TASK TO CARRY OUT:
The required output is the line containing "What do you see at coordinates (344, 757)" and every line after it, transcribed exactly through the end of the data below.

*** Opening of DATASET RECORDS ***

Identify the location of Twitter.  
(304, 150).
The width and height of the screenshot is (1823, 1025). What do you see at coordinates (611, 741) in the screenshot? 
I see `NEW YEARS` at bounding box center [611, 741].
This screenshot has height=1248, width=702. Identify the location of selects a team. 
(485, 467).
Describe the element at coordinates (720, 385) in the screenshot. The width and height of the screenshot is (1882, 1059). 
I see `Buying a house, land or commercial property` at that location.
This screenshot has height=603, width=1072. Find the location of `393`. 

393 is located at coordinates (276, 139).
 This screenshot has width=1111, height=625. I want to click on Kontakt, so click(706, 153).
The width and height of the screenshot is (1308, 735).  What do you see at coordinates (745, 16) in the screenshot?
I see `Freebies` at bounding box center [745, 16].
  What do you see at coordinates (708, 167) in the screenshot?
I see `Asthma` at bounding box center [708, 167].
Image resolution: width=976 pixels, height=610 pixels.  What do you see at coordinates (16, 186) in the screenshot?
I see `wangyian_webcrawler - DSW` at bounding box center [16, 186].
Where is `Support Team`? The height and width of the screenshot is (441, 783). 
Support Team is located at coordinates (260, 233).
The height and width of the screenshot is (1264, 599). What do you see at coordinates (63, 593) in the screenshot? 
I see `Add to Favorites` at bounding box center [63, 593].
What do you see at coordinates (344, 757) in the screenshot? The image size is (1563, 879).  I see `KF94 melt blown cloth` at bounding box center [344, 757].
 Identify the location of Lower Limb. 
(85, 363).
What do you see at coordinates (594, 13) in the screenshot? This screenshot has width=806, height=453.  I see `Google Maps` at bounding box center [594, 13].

*** Close of DATASET RECORDS ***

ANSWER SECTION:
What do you see at coordinates (344, 757) in the screenshot? The image size is (1563, 879).  I see `KF94 melt blown cloth` at bounding box center [344, 757].
 Identify the location of Lower Limb. 
(85, 363).
What do you see at coordinates (594, 13) in the screenshot? This screenshot has width=806, height=453.  I see `Google Maps` at bounding box center [594, 13].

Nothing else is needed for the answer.